Shodan
Shodan is a search engine for Internet-connected devices and services. It indexes banners, open ports, software versions, and misconfigurations across the public IPv4/IPv6 space. We adopt it for authorized attack surface mapping and DevSecOps exposure checks. A paid Membership pays for itself on one or two investigations per month and beats juggling free-tier credits across ad hoc lookups.
Blurb
Search Engine for the Internet of Things
Summary
What it is: Continuous crawler plus query UI and API for finding hosts by product, CVE, country, org, certificate, and other facets.
When to use: the default external recon index for teams with authorized scope. Validate what attackers can see on your public IPs. Hunt forgotten dev endpoints after M&A. Run threat intel on exposed industrial or IoT gear (with legal clearance).
When to skip: Purely internal apps with no Internet footprint. Orgs that forbid third-party recon data. Needs that require active authenticated testing instead of passive index lookup.
API: paid plans unlock automated queries, alerts when new hosts match a filter, and integrations into SIEM or SOAR playbooks.
Personal Experience
The one-time Membership cost is something every DevOps and SecOps should have. While the query and scan credits are low, they are generally more than enough for 1 to 2 investigations per month.
Before many companies stopped bug bounties because of AI slop, the Freelance account and a few high-quality monitors would net a small amount of passive income; certainly enough to justify the cost. These days that income is less reliable, but the Membership remains valuable.
Details
| Use case | Notes |
|---|---|
| Asset discovery | Compare Shodan results to CMDB or cloud inventory |
| CVE exposure | Search by product version after advisory drops |
| Monitoring | Saved searches + alerts when new services appear on your netblocks |
| Compliance | Document authorized use; restrict API keys |
Ethics and policy: only query assets you own or have written permission to assess; pair external recon with internal Shift Left scanning.
Alternatives: Censys and ZoomEye overlap on host lookup. Pick one primary index to avoid alert fatigue.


* _Task directions_
After finding the line containing "Identify the location of a: For Retailers." below, please output that line and each following one through the line containing "This screenshot has width=1164, height=639.", exactly as written.

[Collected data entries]
========
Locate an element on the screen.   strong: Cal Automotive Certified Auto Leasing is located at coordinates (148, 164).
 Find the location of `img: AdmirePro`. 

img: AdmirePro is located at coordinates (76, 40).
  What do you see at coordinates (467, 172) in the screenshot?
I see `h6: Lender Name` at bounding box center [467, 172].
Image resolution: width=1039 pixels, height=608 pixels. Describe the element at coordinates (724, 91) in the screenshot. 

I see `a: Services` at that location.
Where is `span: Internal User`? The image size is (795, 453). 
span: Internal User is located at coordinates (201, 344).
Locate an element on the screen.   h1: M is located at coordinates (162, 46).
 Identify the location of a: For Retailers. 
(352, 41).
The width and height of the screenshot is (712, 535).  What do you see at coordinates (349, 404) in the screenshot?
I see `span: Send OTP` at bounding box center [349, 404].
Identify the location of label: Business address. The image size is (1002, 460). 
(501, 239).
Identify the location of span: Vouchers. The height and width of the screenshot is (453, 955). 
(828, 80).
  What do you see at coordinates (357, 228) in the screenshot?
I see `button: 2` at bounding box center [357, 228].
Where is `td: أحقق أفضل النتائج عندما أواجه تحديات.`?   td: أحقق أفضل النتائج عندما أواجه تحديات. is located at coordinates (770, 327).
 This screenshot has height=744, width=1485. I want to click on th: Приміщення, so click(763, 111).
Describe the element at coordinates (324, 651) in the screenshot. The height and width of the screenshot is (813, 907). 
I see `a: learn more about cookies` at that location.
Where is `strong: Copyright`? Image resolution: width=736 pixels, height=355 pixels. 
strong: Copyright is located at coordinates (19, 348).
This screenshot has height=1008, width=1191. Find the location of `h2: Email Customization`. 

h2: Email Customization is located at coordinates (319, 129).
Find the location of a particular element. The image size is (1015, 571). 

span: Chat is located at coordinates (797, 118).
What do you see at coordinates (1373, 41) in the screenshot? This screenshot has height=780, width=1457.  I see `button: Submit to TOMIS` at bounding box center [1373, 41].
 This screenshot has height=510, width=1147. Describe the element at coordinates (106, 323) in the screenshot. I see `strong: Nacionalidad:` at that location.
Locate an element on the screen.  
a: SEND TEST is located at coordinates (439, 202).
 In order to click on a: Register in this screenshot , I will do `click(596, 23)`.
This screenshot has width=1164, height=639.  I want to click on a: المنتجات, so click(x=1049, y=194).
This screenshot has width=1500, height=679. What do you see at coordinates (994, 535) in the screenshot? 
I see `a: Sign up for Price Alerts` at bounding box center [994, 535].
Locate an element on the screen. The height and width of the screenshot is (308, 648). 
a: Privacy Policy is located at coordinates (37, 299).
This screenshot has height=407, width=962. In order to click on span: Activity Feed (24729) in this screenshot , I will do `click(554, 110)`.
========
* _Answer to the problem_
 Identify the location of a: For Retailers. 
(352, 41).
The width and height of the screenshot is (712, 535).  What do you see at coordinates (349, 404) in the screenshot?
I see `span: Send OTP` at bounding box center [349, 404].
Identify the location of label: Business address. The image size is (1002, 460). 
(501, 239).
Identify the location of span: Vouchers. The height and width of the screenshot is (453, 955). 
(828, 80).
  What do you see at coordinates (357, 228) in the screenshot?
I see `button: 2` at bounding box center [357, 228].
Where is `td: أحقق أفضل النتائج عندما أواجه تحديات.`?   td: أحقق أفضل النتائج عندما أواجه تحديات. is located at coordinates (770, 327).
 This screenshot has height=744, width=1485. I want to click on th: Приміщення, so click(763, 111).
Describe the element at coordinates (324, 651) in the screenshot. The height and width of the screenshot is (813, 907). 
I see `a: learn more about cookies` at that location.
Where is `strong: Copyright`? Image resolution: width=736 pixels, height=355 pixels. 
strong: Copyright is located at coordinates (19, 348).
This screenshot has height=1008, width=1191. Find the location of `h2: Email Customization`. 

h2: Email Customization is located at coordinates (319, 129).
Find the location of a particular element. The image size is (1015, 571). 

span: Chat is located at coordinates (797, 118).
What do you see at coordinates (1373, 41) in the screenshot? This screenshot has height=780, width=1457.  I see `button: Submit to TOMIS` at bounding box center [1373, 41].
 This screenshot has height=510, width=1147. Describe the element at coordinates (106, 323) in the screenshot. I see `strong: Nacionalidad:` at that location.
Locate an element on the screen.  
a: SEND TEST is located at coordinates (439, 202).
 In order to click on a: Register in this screenshot , I will do `click(596, 23)`.
This screenshot has width=1164, height=639.  I want to click on a: المنتجات, so click(x=1049, y=194).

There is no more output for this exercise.